Supermarket procurement is highly cost-sensitive. A national supermarket using ~500 million bags/year at ~5 g/bag, biodegradable bag at RMB 0.15–0.30/bag means RMB 75–150 million annually vs RMB 25 million for PE — premium of RMB 50–125 million. Absorbed via merchant cost, consumer per-bag fee (RMB 0.5–1.5/bag) or local subsidy.

Agricultural mulch film policy is supported by central finance. The 2022 MARA-MOF notice allocated RMB 500 million for biodegradable-mulch pilots in Xinjiang, Gansu, Inner Mongolia, Ningxia; 2024 budget extended to Hubei, Liaoning, Yunnan at ~RMB 800 million. Subsidy is RMB 100–150/mu covering the cost gap. Xinjiang Bingtuan's 1.5 million mu pilot at RMB 120/mu subsidy was RMB 180 million in 2025. With subsidy, farmer-borne cost is around RMB 30/mu, matching or below PE mulch.

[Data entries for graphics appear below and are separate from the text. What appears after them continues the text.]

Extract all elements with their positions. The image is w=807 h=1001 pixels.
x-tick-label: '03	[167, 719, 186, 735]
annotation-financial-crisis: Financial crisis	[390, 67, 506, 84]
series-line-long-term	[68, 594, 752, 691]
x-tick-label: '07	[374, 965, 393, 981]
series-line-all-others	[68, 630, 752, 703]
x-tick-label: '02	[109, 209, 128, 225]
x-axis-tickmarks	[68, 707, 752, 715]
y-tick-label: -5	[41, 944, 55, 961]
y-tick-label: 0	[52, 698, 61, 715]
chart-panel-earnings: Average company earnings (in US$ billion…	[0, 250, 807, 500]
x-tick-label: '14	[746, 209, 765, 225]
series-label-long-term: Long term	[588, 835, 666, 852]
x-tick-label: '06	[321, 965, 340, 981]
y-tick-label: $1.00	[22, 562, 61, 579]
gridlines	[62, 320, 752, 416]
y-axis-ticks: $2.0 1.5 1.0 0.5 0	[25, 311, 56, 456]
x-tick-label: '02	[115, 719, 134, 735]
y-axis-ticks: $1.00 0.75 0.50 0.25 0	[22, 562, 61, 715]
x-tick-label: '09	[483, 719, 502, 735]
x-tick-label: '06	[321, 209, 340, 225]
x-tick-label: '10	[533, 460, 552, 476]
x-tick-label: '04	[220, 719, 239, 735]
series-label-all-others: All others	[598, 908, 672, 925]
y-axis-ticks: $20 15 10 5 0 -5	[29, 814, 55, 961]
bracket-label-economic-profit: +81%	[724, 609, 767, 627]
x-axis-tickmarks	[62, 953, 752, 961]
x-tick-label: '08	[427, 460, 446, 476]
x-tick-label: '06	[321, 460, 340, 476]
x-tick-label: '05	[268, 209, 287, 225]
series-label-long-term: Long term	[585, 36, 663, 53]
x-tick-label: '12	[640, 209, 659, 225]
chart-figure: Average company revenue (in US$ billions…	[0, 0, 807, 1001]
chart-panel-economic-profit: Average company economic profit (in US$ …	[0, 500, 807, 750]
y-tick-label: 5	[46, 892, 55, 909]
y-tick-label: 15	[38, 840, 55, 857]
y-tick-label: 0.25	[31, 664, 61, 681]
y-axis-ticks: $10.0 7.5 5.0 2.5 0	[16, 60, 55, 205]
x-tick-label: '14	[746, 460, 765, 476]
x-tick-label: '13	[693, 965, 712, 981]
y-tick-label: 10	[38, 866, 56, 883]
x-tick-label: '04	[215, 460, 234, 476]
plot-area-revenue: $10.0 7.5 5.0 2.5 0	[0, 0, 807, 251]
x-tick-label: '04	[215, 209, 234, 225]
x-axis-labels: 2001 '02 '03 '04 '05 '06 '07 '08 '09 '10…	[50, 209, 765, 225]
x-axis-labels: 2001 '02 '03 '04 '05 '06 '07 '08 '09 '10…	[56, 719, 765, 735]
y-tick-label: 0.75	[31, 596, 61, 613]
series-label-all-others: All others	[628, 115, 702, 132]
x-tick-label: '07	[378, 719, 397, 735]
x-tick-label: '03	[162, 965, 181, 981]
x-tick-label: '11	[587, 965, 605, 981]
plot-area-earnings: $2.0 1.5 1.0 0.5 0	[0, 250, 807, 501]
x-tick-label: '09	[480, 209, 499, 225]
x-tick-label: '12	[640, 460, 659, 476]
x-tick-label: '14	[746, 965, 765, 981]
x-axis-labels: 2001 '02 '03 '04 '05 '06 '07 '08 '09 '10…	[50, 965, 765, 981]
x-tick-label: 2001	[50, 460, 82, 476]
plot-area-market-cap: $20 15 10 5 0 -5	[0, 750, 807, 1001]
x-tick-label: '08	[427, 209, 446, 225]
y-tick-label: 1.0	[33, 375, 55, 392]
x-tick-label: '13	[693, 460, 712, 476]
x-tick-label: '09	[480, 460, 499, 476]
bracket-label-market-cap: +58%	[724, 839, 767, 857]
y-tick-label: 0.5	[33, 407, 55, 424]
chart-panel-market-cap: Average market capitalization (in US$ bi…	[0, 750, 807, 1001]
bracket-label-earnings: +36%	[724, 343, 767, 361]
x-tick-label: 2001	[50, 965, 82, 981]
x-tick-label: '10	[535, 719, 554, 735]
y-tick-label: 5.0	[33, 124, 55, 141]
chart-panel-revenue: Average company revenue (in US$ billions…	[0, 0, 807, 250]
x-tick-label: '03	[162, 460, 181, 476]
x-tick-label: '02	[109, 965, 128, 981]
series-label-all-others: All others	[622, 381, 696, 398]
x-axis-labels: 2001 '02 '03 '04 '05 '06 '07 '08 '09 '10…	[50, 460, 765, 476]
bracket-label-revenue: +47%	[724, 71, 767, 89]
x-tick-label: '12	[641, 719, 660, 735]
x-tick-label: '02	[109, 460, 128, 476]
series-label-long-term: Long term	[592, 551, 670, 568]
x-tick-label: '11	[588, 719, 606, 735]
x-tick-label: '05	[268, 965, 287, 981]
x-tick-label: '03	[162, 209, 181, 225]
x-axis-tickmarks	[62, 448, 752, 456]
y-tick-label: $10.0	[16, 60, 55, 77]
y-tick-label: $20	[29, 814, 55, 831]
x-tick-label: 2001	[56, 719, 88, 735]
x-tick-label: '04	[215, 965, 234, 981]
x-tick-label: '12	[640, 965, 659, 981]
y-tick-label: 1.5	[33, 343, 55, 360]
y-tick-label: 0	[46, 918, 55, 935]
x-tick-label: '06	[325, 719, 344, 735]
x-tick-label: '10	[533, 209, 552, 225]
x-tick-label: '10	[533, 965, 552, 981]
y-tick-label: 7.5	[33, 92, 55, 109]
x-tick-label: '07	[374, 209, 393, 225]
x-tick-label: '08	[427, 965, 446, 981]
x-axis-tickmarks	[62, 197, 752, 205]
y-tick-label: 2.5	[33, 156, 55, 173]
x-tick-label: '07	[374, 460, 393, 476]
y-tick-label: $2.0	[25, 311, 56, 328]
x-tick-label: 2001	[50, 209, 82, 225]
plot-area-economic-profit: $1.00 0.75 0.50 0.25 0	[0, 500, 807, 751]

E-commerce cushioning packaging is a small but growing scenario. Chinese express delivery exceeded 150 billion parcels in 2025 with 60 million tonnes of paper and cushioning material, of which biodegradable substitute share is under 1% due to extremely cheap PE bubble film (~RMB 6,000/tonne). JD's self-operated business and Amazon Global Selling pilot PBAT-based cushioning at ~10,000 tonnes/year, expected to grow to 50,000–80,000 tonnes over the next 5 years. Fresh-chain packaging at ~3 million tonnes per year, biodegradable substitution potential ~30,000–50,000 tonnes by 2030. Coffee capsules: European market 15 billion capsules per year, ~50,000 tonnes packaging material; Nestle, illy and Lavazza switched to aluminium and PBAT compostable. Chinese coffee-capsule market 1.5 billion capsules, PBAT compostable share ~30%. Other emerging scenarios: pet-product, baby-care and outdoor-sports packaging combined ~30,000–50,000 tonnes by 2030.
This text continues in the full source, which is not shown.